Tuesday, July 1, 2008
Back From Whence Ye Came, YHOO!
Flash content on the Web may be slow-loading and occasionally nonintuitive, but at least now it’s searchable.
Adobe (ADBE) has conceived of a way for search engines to index Flash content, even pre-existing Flash content, without the need for developer intervention. It’s made content encoded in the Flash file format (SWF), which was previously undiscoverable to search engines, discoverable–and it’s given Google (GOOG) and Yahoo (YHOO) the tools necessary to discover it.
As Ryan Stewart, an Adobe evangelist, explained: “We are giving a special, search-engine optimized Flash Player to Yahoo and Google, which is going to help them crawl through every bit of your SWF file. This Flash Player will act just like a person would in some cases. It will click on your buttons, it will move through the states of your application, get data from the server when your application normally would, and it will capture all of the text and data that you’ve got inside of your Flash-based application. We’ve basically provided a very powerful looking glass into SWF files so Google and Yahoo can pull out meaningful information.”

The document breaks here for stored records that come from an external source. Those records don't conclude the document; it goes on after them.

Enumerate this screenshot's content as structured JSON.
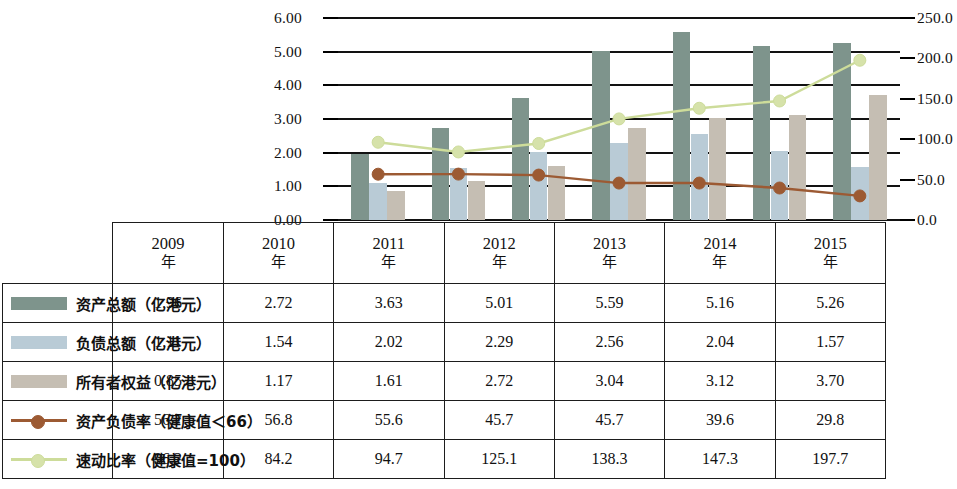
{
  "chart_data": {
    "type": "bar",
    "title": "",
    "xlabel": "",
    "ylabel": "",
    "grid": true,
    "legend_position": "table-left",
    "categories": [
      "2009年",
      "2010年",
      "2011年",
      "2012年",
      "2013年",
      "2014年",
      "2015年"
    ],
    "year_numbers": [
      "2009",
      "2010",
      "2011",
      "2012",
      "2013",
      "2014",
      "2015"
    ],
    "year_suffix": "年",
    "axes": {
      "left": {
        "min": 0,
        "max": 6,
        "step": 1,
        "ticks": [
          "0.00",
          "1.00",
          "2.00",
          "3.00",
          "4.00",
          "5.00",
          "6.00"
        ]
      },
      "right": {
        "min": 0,
        "max": 250,
        "step": 50,
        "ticks": [
          "0.0",
          "50.0",
          "100.0",
          "150.0",
          "200.0",
          "250.0"
        ]
      }
    },
    "series": [
      {
        "name": "资产总额（亿港元）",
        "kind": "bar",
        "axis": "left",
        "color": "#7e948c",
        "values": [
          1.96,
          2.72,
          3.63,
          5.01,
          5.59,
          5.16,
          5.26
        ],
        "labels": [
          "1.96",
          "2.72",
          "3.63",
          "5.01",
          "5.59",
          "5.16",
          "5.26"
        ]
      },
      {
        "name": "负债总额（亿港元）",
        "kind": "bar",
        "axis": "left",
        "color": "#b9cbd6",
        "values": [
          1.11,
          1.54,
          2.02,
          2.29,
          2.56,
          2.04,
          1.57
        ],
        "labels": [
          "1.11",
          "1.54",
          "2.02",
          "2.29",
          "2.56",
          "2.04",
          "1.57"
        ]
      },
      {
        "name": "所有者权益（亿港元）",
        "kind": "bar",
        "axis": "left",
        "color": "#c5beb3",
        "values": [
          0.85,
          1.17,
          1.61,
          2.72,
          3.04,
          3.12,
          3.7
        ],
        "labels": [
          "0.85",
          "1.17",
          "1.61",
          "2.72",
          "3.04",
          "3.12",
          "3.70"
        ]
      },
      {
        "name": "资产负债率（健康值＜66）",
        "kind": "line",
        "axis": "right",
        "color": "#9c5a33",
        "values": [
          56.7,
          56.8,
          55.6,
          45.7,
          45.7,
          39.6,
          29.8
        ],
        "labels": [
          "56.7",
          "56.8",
          "55.6",
          "45.7",
          "45.7",
          "39.6",
          "29.8"
        ]
      },
      {
        "name": "速动比率（健康值=100）",
        "kind": "line",
        "axis": "right",
        "color": "#d6e2aa",
        "values": [
          96.2,
          84.2,
          94.7,
          125.1,
          138.3,
          147.3,
          197.7
        ],
        "labels": [
          "96.2",
          "84.2",
          "94.7",
          "125.1",
          "138.3",
          "147.3",
          "197.7"
        ]
      }
    ]
  },
  "table": {
    "rows": [
      {
        "legend": "资产总额（亿港元）",
        "marker": "swatch-assets",
        "cells": [
          "1.96",
          "2.72",
          "3.63",
          "5.01",
          "5.59",
          "5.16",
          "5.26"
        ]
      },
      {
        "legend": "负债总额（亿港元）",
        "marker": "swatch-liabilities",
        "cells": [
          "1.11",
          "1.54",
          "2.02",
          "2.29",
          "2.56",
          "2.04",
          "1.57"
        ]
      },
      {
        "legend": "所有者权益（亿港元）",
        "marker": "swatch-equity",
        "cells": [
          "0.85",
          "1.17",
          "1.61",
          "2.72",
          "3.04",
          "3.12",
          "3.70"
        ]
      },
      {
        "legend": "资产负债率（健康值＜66）",
        "marker": "line-debt-ratio",
        "cells": [
          "56.7",
          "56.8",
          "55.6",
          "45.7",
          "45.7",
          "39.6",
          "29.8"
        ]
      },
      {
        "legend": "速动比率（健康值=100）",
        "marker": "line-quick-ratio",
        "cells": [
          "96.2",
          "84.2",
          "94.7",
          "125.1",
          "138.3",
          "147.3",
          "197.7"
        ]
      }
    ]
  }
}
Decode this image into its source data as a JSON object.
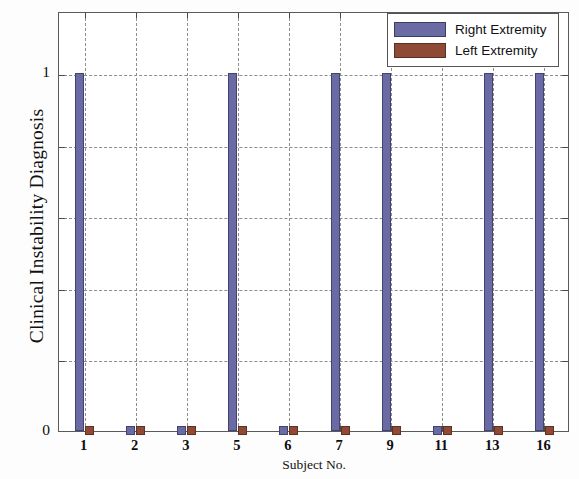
{
  "chart_data": {
    "type": "bar",
    "title": "",
    "xlabel": "Subject No.",
    "ylabel": "Clinical Instability Diagnosis",
    "categories": [
      "1",
      "2",
      "3",
      "5",
      "6",
      "7",
      "9",
      "11",
      "13",
      "16"
    ],
    "series": [
      {
        "name": "Right Extremity",
        "color": "#6a6aa4",
        "values": [
          1,
          0,
          0,
          1,
          0,
          1,
          1,
          0,
          1,
          1
        ]
      },
      {
        "name": "Left Extremity",
        "color": "#8e4a37",
        "values": [
          0,
          0,
          0,
          0,
          0,
          0,
          0,
          0,
          0,
          0
        ]
      }
    ],
    "ylim": [
      0,
      1
    ],
    "ytick_labels": [
      "0",
      "1"
    ],
    "ytick_values": [
      0,
      1
    ],
    "gridlines_y": [
      0.2,
      0.4,
      0.6,
      0.8,
      1.0
    ],
    "grid": true,
    "legend_position": "top-right"
  },
  "axes": {
    "y_title": "Clinical Instability Diagnosis",
    "x_title": "Subject No.",
    "y_labels": [
      "1",
      "0"
    ]
  },
  "legend": {
    "entries": [
      {
        "label": "Right Extremity",
        "swatch": "right"
      },
      {
        "label": "Left Extremity",
        "swatch": "left"
      }
    ]
  },
  "colors": {
    "right_extremity": "#6a6aa4",
    "left_extremity": "#8e4a37",
    "grid": "#8d8d8d",
    "axis": "#5a5a5a",
    "background": "#ffffff"
  }
}
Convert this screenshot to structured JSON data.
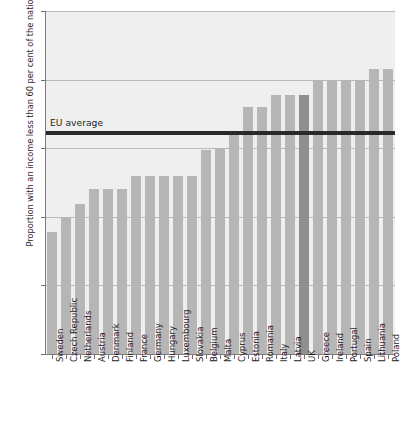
{
  "chart_data": {
    "type": "bar",
    "title": "",
    "xlabel": "",
    "ylabel": "Proportion with an income less than 60 per cent of the national median",
    "ylim": [
      0,
      25
    ],
    "yticks": [
      0,
      5,
      10,
      15,
      20,
      25
    ],
    "grid": true,
    "legend_position": "none",
    "categories": [
      "Sweden",
      "Czech Republic",
      "Netherlands",
      "Austria",
      "Denmark",
      "Finland",
      "France",
      "Germany",
      "Hungary",
      "Luxembourg",
      "Slovakia",
      "Belgium",
      "Malta",
      "Cyprus",
      "Estonia",
      "Romania",
      "Italy",
      "Latvia",
      "UK",
      "Greece",
      "Ireland",
      "Portugal",
      "Spain",
      "Lithuania",
      "Poland"
    ],
    "values": [
      8.9,
      10.0,
      10.9,
      12.0,
      12.0,
      12.0,
      13.0,
      13.0,
      13.0,
      13.0,
      13.0,
      14.9,
      15.0,
      16.1,
      18.0,
      18.0,
      18.9,
      18.9,
      18.9,
      20.0,
      20.0,
      20.0,
      20.0,
      20.8,
      20.8
    ],
    "highlight_category": "UK",
    "annotations": [
      {
        "label": "EU average",
        "value": 16.1,
        "type": "hline"
      }
    ],
    "colors": {
      "bar": "#b6b6b6",
      "bar_highlight": "#8f8f8f",
      "plot_background": "#efefef",
      "gridline": "#b9b9b9",
      "annotation_line": "#2a2a2a",
      "axis": "#7d7d7d",
      "text": "#1e1e1e"
    }
  }
}
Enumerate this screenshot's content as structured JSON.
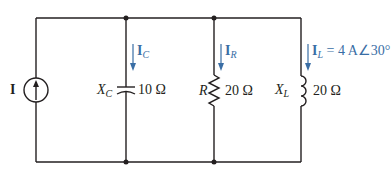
{
  "diagram": {
    "type": "parallel AC circuit",
    "colors": {
      "wire": "#231f20",
      "current_arrow": "#3a6ea5"
    },
    "source": {
      "label": "I",
      "type": "current-source",
      "direction": "up"
    },
    "branches": [
      {
        "id": "capacitor",
        "symbol": "X",
        "subscript": "C",
        "value": "10 Ω",
        "current": {
          "symbol": "I",
          "subscript": "C",
          "annotation": ""
        }
      },
      {
        "id": "resistor",
        "symbol": "R",
        "subscript": "",
        "value": "20 Ω",
        "current": {
          "symbol": "I",
          "subscript": "R",
          "annotation": ""
        }
      },
      {
        "id": "inductor",
        "symbol": "X",
        "subscript": "L",
        "value": "20 Ω",
        "current": {
          "symbol": "I",
          "subscript": "L",
          "annotation": " = 4 A∠30°"
        }
      }
    ]
  }
}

Google will begin doing that today; Yahoo, whenever it manages. A big change for both companies, especially Google, which has long advised Webmasters concerned about their PageRank to use Flash sparingly. “In general, search engines are text based,” the company explains in its “Creating a Google-friendly site” FAQ. “This means that in order to be crawled and indexed, your content needs to be in text format. This doesn’t mean that you can’t include images, Flash files, videos and other rich media content on your site; it just means that any content you embed in these files should also be available in text format or it won’t be accessible to search engines.”
Today that changes. And now, developers can use Flash to their hearts’ content, without mucking about with workarounds to ensure the dynamic content it makes possible is properly indexed and ranked.
Of the 1,770 songs stored in the average MP3 player of the average 14- to 24-year-old, nearly half are pirated. This according to a new study by the University of Hertfordshire, which found nearly two-thirds of that demographic willing to admit it downloads music illegally. Commissioned by the recording industry group, British Music Rights, the study also found that 58% had copied music from friends’ hard drives and 42% had shared their music over a peer-to-peer network. A full 95% said they’d copied music in some way or another at one time or another.
And 80% would pay for a legal subscription-based music service that would allow them to discover, swap and recommend music.
Which, if true, illustrates the great disparity between the consumer and industry views of digital music. Because according to the Hertfordshire study, consumers–at least those in this particular age group–view digital music on the Internet as a sort of giant mixed tape to be explored and shared. They don’t have much of an emotional connection with it: “Respondents seem to attach a hierarchy of value to different formats of music, with streaming-on-demand the least valuable (though still valued); ownership of digital files somewhere in the middle; and ownership of the original physical CD the most valuable.”
The recording industry, of course, has failed to recognize that hierarchy. When, and if, it does, the study notes, it may finally succeed in monetizing that mixed-tape ethos that’s befuddled it for so long. “Survey responses suggest that respondents would continue to purchase CDs and go to gigs, even if they subscribed to a legitimate peer-to-peer file-sharing service,” the survey adds. “Fans want to support or pay tribute to their favorite artists and ownership of a digital music file does not necessarily do justice to their sense of devotion.”
John Paczkowski has been poking fun at the tech industry and the personalities that drive it since 1997. From 1999 to 2007, he wrote the award-winning tech news Web log Good Morning Silicon Valley for the San Jose Mercury News, Silicon Valley's daily newspaper.
Here is a statement of my ethics and coverage policies. It is more than most of you want to know, but, in the age of suspicion of the media, I am laying it all out.
We sat next to each other in Math. We didn’t get on, remember? Want to be my friend?
PRO TIP: You can create an effective diversion using sheep or cattle brains.
Just killed one inside. Pics for proof. This is insane.
With antlers on a headband
The Death Star over San Francisco
Inferring personality from email addresses
A lifetime of CNN in two minutes
With Apple CEO Steve Jobs sitting in for the lovable tiger …
“I clicked ‘buy’ thinking it was a joke.”
Or, a great name for a new restaurant?